Investors tread carefully as global economic woes coincide with Libya’s quick efforts to restore oil output

Brent crude fell more than a dollar to below $101 a barrel
on Tuesday, pressured by growing fears that a Greek debt default could spread
and ignite a global recession.

The global economic woes coincide with faster-than-expected
Libyan efforts to restore its oil output, causing some investors to tread more
carefully amid possible weaker fundamentals.

Brent crude for November delivery fell $1.05 to $100.66,
after hitting an intraday low of around $100.50 a barrel, which was within
striking distance of an eight-week low at 0441 GMT.

US crude fell $1.30 to $76.31 a barrel after reaching an
intraday low of $75.92.

Libya will start pumping crude at two major oilfields in about
two weeks, doubling production to 700,000 barrels a day by year-end, the
country’s head of National Oil Corp Nouri Berouin said in an interview with
Reuters.

While the resumption in operations at Repsol-operated
Sharara field and Eni part-owned Elephant will help boost output, Berouin said
Libya’s biggest oil terminal at Es-Sider may take more than a year to be fully
repaired.

“Brent crude continues to feel the weight of economic
concerns as it appears that Greece will miss deficit targets and worries about
the health of European banks remain,” J.P. Morgan said in a research note.
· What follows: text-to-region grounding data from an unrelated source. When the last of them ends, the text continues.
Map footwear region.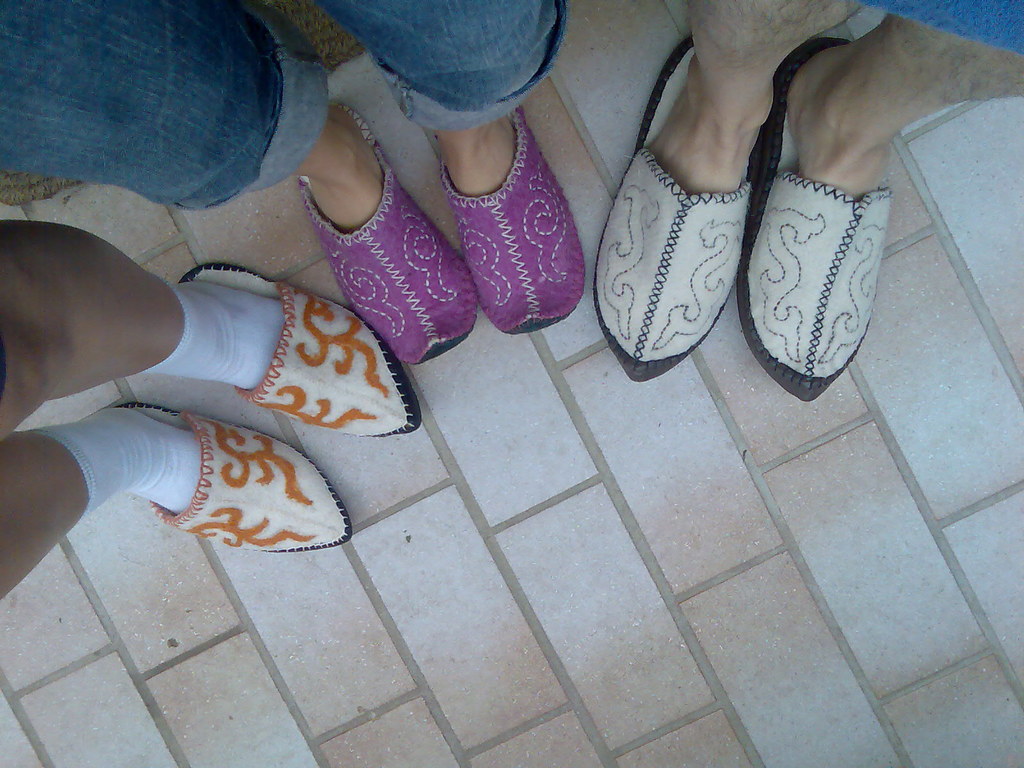
Mapped to 319 95 472 353.
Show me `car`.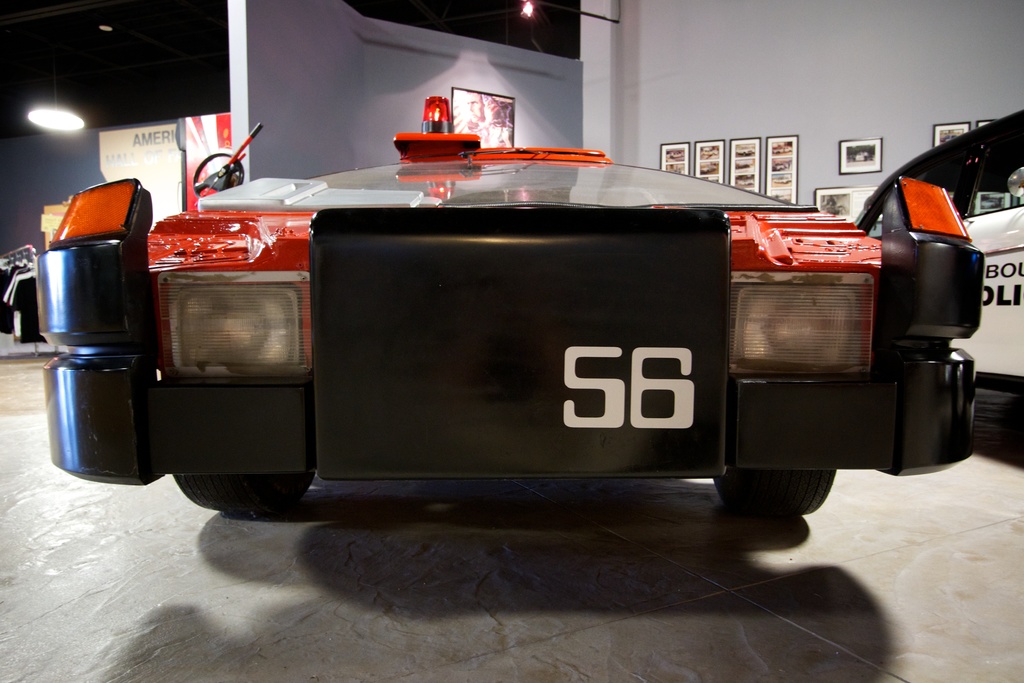
`car` is here: rect(824, 204, 847, 215).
A bearish target at $99 per barrel remains intact for Brent
oil, said Reuters market analyst for commodities and energy Wang Tao, while US
oil faces a support zone of $75.68-$75.71, and may rebound to $78 per barrel.

Apart from oil, world stock markets and the euro have also
tumbled this week on rising concerns the debt crisis in Greece could spread to
other countries and spark a global recession.

“I think more people are getting more afraid,”
Tony Nunan, a Tokyo-based risk manager at Mitsubishi Corp.

“There’s a concern that there will be a mini financial
crisis. If they don’t do it properly, it will cause some banks in Europe to
fail, and there will be a domino effect,” he said, referring to European
leaders’ efforts to resolve Greece’s financial crisis.

Despite deeper cost-cutting measures, Greece admitted it
would miss its fiscal deficit target this year, sparking fresh doubts over a
planned second international bailout.

The crisis has forced investors to seek safe havens such as
gold and Treasuries, which has helped push the US dollar to its highest in more
than eight months against a basket of major currencies.

A stronger dollar can pressure dollar-denominated
commodities prices by making them more expensive to consumers using other
currencies.

While oil supply and demand appears largely balanced, United
Arab Emirates OPEC governor Ali Obaid Al Yabhouni has said there were
“ominous clouds on the horizon” for demand because of global economic
problems.

US commercial crude stockpiles are expected to have risen
for a second week as imports continued to increase, a preliminary Reuters poll
of analysts found on Monday.

Industry group the American Petroleum Institute will release
its weekly inventory report at 2030 GMT. The Energy Information Administration
will issue its own stocks data on Wednesday.

The impact of a fire at Royal Dutch Shell’s Singapore
refinery has extended into the crude and naphtha markets, strengthening price
spreads for both markets, traders said.

The closure of Shell’s 500,000 barrel-per-day refinery, its
largest in the world, has led the oil major to cancel the lifting of 4 million
barrels of crude, to wind down its petrochemical complex and to declare force
majeure on some of its deals, mostly involving distillates.